Google AI Mode connects Search users with Instacart, Canva and YouTube Music to complete app-based tasks.

Users can view and remove connections through their Google Account settings. Disconnecting an application stops Google from accessing the linked account for features that require the connection. Google’s support materials also state that deleting a link affects connected functionality across devices on which the user is signed into the same Google account.

The data implications extend beyond basic account authorization. Google recommends enabling Search history and personalized recommendations for the strongest experience. Without history, users can still access AI Mode, but the service may not retain continuity across earlier searches in the same way.

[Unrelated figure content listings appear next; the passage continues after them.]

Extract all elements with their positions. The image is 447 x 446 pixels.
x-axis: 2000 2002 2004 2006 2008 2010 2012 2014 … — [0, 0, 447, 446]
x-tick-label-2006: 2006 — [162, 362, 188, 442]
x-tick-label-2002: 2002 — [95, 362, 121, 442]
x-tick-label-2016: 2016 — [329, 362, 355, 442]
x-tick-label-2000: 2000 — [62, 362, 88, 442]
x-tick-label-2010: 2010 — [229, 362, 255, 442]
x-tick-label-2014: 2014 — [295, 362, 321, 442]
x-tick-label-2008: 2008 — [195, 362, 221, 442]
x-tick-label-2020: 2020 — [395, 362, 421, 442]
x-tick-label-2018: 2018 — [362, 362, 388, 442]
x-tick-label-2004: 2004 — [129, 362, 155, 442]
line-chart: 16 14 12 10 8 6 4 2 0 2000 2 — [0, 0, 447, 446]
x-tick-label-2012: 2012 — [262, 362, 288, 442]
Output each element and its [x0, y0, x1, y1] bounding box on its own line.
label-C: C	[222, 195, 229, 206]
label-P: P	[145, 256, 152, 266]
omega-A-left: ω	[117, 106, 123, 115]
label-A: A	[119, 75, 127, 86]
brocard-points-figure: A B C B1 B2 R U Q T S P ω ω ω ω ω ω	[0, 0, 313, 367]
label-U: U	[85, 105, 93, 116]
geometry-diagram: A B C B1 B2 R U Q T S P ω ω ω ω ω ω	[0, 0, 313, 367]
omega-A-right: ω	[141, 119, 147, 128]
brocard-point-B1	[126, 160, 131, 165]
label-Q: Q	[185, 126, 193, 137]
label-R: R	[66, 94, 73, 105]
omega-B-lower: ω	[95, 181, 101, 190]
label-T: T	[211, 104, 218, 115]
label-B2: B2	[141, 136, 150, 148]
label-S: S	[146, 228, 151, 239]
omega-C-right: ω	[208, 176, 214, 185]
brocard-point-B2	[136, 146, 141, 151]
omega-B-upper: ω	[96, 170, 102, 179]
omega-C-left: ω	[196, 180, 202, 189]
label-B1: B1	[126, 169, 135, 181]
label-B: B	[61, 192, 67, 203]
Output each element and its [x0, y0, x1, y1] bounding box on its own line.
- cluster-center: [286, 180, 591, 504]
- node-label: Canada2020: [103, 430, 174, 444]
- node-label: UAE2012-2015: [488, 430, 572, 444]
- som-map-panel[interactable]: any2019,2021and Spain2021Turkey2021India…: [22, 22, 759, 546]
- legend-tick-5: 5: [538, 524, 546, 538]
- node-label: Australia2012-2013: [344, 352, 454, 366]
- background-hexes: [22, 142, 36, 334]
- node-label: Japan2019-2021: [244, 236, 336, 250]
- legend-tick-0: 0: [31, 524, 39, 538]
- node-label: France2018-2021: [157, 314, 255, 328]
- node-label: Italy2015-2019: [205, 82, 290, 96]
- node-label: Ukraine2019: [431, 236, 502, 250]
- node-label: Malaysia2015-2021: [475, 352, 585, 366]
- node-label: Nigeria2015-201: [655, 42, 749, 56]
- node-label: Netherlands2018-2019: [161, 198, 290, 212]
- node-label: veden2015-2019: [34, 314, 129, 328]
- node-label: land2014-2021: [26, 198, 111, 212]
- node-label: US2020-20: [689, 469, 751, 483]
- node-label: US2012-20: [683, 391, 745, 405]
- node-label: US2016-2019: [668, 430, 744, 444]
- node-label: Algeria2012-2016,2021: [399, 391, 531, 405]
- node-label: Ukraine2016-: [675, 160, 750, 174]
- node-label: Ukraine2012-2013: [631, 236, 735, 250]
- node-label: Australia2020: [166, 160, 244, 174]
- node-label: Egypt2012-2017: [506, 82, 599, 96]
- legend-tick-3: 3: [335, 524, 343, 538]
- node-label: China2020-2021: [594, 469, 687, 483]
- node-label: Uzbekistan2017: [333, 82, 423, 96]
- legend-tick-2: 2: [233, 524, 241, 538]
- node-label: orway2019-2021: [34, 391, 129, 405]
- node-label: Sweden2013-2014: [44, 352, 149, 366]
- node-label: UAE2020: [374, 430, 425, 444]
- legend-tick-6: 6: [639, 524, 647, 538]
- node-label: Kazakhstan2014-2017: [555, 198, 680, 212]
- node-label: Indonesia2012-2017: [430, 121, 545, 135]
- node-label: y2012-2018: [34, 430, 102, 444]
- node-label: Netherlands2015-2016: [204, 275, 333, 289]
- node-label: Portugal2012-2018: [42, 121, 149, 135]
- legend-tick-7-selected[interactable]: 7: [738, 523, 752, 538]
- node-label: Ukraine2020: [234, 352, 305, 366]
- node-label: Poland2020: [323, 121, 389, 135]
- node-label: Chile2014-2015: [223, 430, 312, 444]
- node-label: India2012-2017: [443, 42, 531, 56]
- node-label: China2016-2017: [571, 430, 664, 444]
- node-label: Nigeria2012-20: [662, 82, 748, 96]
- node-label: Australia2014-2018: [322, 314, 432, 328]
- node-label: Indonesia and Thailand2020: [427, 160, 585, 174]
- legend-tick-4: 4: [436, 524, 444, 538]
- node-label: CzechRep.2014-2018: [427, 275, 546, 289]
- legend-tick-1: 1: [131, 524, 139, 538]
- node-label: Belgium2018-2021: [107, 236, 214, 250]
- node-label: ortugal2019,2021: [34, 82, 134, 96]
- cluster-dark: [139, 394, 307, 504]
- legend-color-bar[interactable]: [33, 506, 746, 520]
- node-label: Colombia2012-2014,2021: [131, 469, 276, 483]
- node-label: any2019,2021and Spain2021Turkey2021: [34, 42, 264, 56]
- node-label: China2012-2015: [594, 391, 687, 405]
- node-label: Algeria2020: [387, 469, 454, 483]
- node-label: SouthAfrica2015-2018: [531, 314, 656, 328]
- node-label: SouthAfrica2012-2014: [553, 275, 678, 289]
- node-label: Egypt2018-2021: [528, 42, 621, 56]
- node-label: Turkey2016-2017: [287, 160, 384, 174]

Google says it uses interactions with Search and its AI features to develop and improve generative AI experiences and related machine-learning technologies. That may include search activity and user feedback. The company says data shown to trained reviewers is disconnected from user accounts and processed with automated tools intended to remove identifying and sensitive information.

Even with those safeguards, connected applications raise privacy questions because Search can become aware of a wider range of user intentions and service relationships. A request to create a cart, design an event invitation or build a playlist reveals not only a topic of interest but also a planned action. The value of the product will depend partly on whether users view that contextual access as useful personalization or as an expansion of Google’s visibility into their digital activity.

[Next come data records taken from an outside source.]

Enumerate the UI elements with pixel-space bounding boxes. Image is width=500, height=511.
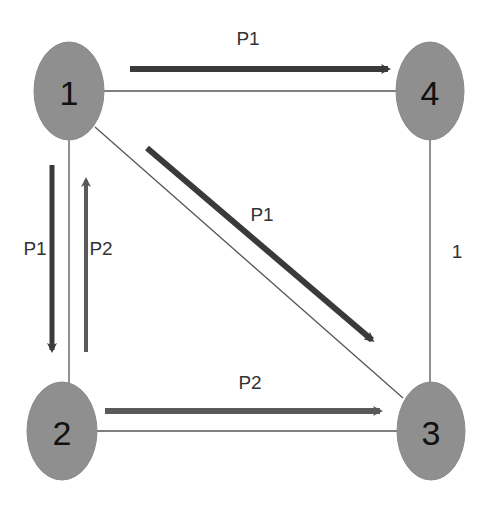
network-flow-diagram: 1 4 2 3 P1 P1 P1 P2 P2 1 xyxy=(0,0,500,511)
node-3: 3 xyxy=(397,382,465,480)
flow-label-p1-top: P1 xyxy=(236,28,259,49)
flow-label-p1-diagonal: P1 xyxy=(250,204,273,225)
node-2-label: 2 xyxy=(53,414,72,452)
node-3-label: 3 xyxy=(422,414,441,452)
node-4: 4 xyxy=(396,42,464,140)
node-4-label: 4 xyxy=(421,74,440,112)
edge-label-4-3: 1 xyxy=(452,241,463,262)
node-2: 2 xyxy=(27,382,97,480)
flow-label-p2-bottom: P2 xyxy=(238,372,261,393)
node-1-label: 1 xyxy=(60,74,79,112)
flow-label-p1-left: P1 xyxy=(23,238,46,259)
flow-label-p2-left: P2 xyxy=(89,238,112,259)
node-1: 1 xyxy=(34,42,104,140)
flow-arrow-p1-1-to-3 xyxy=(147,148,372,340)
edge-1-3 xyxy=(95,127,403,398)
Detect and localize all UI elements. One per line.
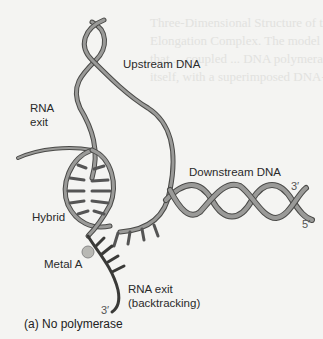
label-rna-exit-2: exit (30, 116, 48, 129)
label-3prime-rna: 3′ (101, 304, 109, 316)
label-metal-a: Metal A (44, 258, 82, 271)
label-downstream-dna: Downstream DNA (189, 166, 281, 179)
label-upstream-dna: Upstream DNA (123, 58, 200, 71)
label-hybrid: Hybrid (32, 211, 65, 224)
label-3prime-downstream: 3′ (291, 180, 299, 192)
label-rna-exit-backtracking-2: (backtracking) (128, 297, 200, 310)
label-rna-exit-backtracking-1: RNA exit (128, 283, 173, 296)
label-rna-exit-1: RNA (30, 102, 54, 115)
metal-a-icon (82, 246, 94, 258)
hybrid-loop (65, 150, 113, 236)
label-5prime-downstream: 5′ (302, 218, 310, 230)
figure-caption: (a) No polymerase (24, 317, 123, 331)
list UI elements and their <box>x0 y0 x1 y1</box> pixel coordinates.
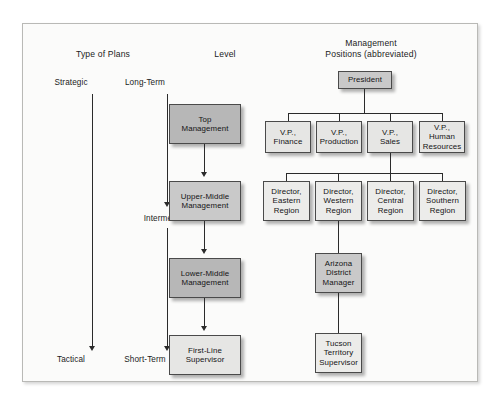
president-drop-line <box>364 89 365 113</box>
org-box-director-eastern[interactable]: Director, Eastern Region <box>263 181 310 221</box>
level-arrowhead-1 <box>201 172 207 177</box>
strategic-axis-line <box>92 94 93 349</box>
org-box-arizona-district-manager[interactable]: Arizona District Manager <box>315 253 362 293</box>
org-box-vp-sales[interactable]: V.P., Sales <box>367 121 413 153</box>
org-box-director-southern[interactable]: Director, Southern Region <box>419 181 466 221</box>
level-box-lower-middle-management[interactable]: Lower-Middle Management <box>169 258 241 298</box>
level-connector-1 <box>204 144 205 175</box>
time-axis-line-upper <box>167 94 168 205</box>
district-manager-drop-line <box>338 293 339 333</box>
org-box-president[interactable]: President <box>338 71 392 89</box>
column-header-level: Level <box>175 49 275 60</box>
strategic-axis-arrowhead <box>89 346 95 351</box>
level-box-first-line-supervisor[interactable]: First-Line Supervisor <box>169 335 241 375</box>
org-box-director-central[interactable]: Director, Central Region <box>367 181 414 221</box>
org-box-tucson-territory-supervisor[interactable]: Tucson Territory Supervisor <box>315 333 362 373</box>
diagram-canvas: Type of Plans Level Management Positions… <box>0 0 498 400</box>
column-header-type-of-plans: Type of Plans <box>51 49 155 60</box>
vp-bus-line <box>288 113 442 114</box>
diagram-frame: Type of Plans Level Management Positions… <box>22 23 478 382</box>
org-box-vp-finance[interactable]: V.P., Finance <box>265 121 311 153</box>
plan-label-long-term: Long-Term <box>99 78 191 87</box>
level-arrowhead-2 <box>201 249 207 254</box>
director-western-drop-line <box>338 221 339 253</box>
org-box-vp-production[interactable]: V.P., Production <box>316 121 362 153</box>
time-axis-line-lower <box>167 228 168 349</box>
level-connector-3 <box>204 298 205 329</box>
org-box-vp-human-resources[interactable]: V.P., Human Resources <box>419 121 465 153</box>
org-box-director-western[interactable]: Director, Western Region <box>315 181 362 221</box>
column-header-management-positions: Management Positions (abbreviated) <box>276 38 466 59</box>
level-arrowhead-3 <box>201 326 207 331</box>
director-bus-line <box>286 173 442 174</box>
vp-sales-drop-line <box>390 153 391 173</box>
level-connector-2 <box>204 221 205 252</box>
level-box-top-management[interactable]: Top Management <box>169 104 241 144</box>
level-box-upper-middle-management[interactable]: Upper-Middle Management <box>169 181 241 221</box>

The integrations may also alter the economics of web traffic. Traditional search sends users outward through links, allowing publishers, retailers and software providers to compete for clicks. AI Mode increasingly assembles the experience inside Google’s interface. Connected apps preserve an outbound step, but it is a more structured handoff to an approved service rather than an open list of destinations.

That could create a two-tier environment. Integrated companies may receive direct, action-oriented traffic, while non-integrated services continue competing through conventional results or advertising. For smaller developers, the technical and commercial conditions for joining Google’s connected-app ecosystem could become a material distribution issue.

Google has said it is working with a range of partners and expects to introduce more applications. Likely areas for expansion include travel, restaurant booking, ticketing, productivity, communications, shopping and other services where a natural-language request can be converted into a structured action. Google has not published a full partner road map.

The breadth of that expansion will determine whether the July launch remains a useful collection of shortcuts or develops into a durable platform. A system with only a few integrations offers convenience in selected scenarios. A system covering many common digital services could make AI Mode a default starting point for planning, purchasing, creating and consuming content.

Execution quality will be equally important. App connections must accurately interpret quantities, preferences, creative instructions and other constraints. They also need clear boundaries between suggested actions and confirmed actions. Poorly constructed carts, inappropriate templates or irrelevant playlists would weaken confidence in the system even when the underlying AI response appears polished.

For Google, connected applications support a broader campaign to defend Search as user behavior shifts toward conversational AI. The company is not abandoning its search engine model; it is expanding the definition of search to include personalized guidance, service selection and task initiation. That allows Google to compete with standalone AI assistants while drawing on the account system, partner relationships and consumer products it already operates.

The July 16 rollout is therefore less significant as a three-app launch than as a demonstration of Google’s intended product architecture. AI Mode is becoming an intermediary that can understand a request, recommend or invoke software, transfer structured intent and guide the user toward completion. Search remains the front door, but the destination is increasingly an action rather than a page of results.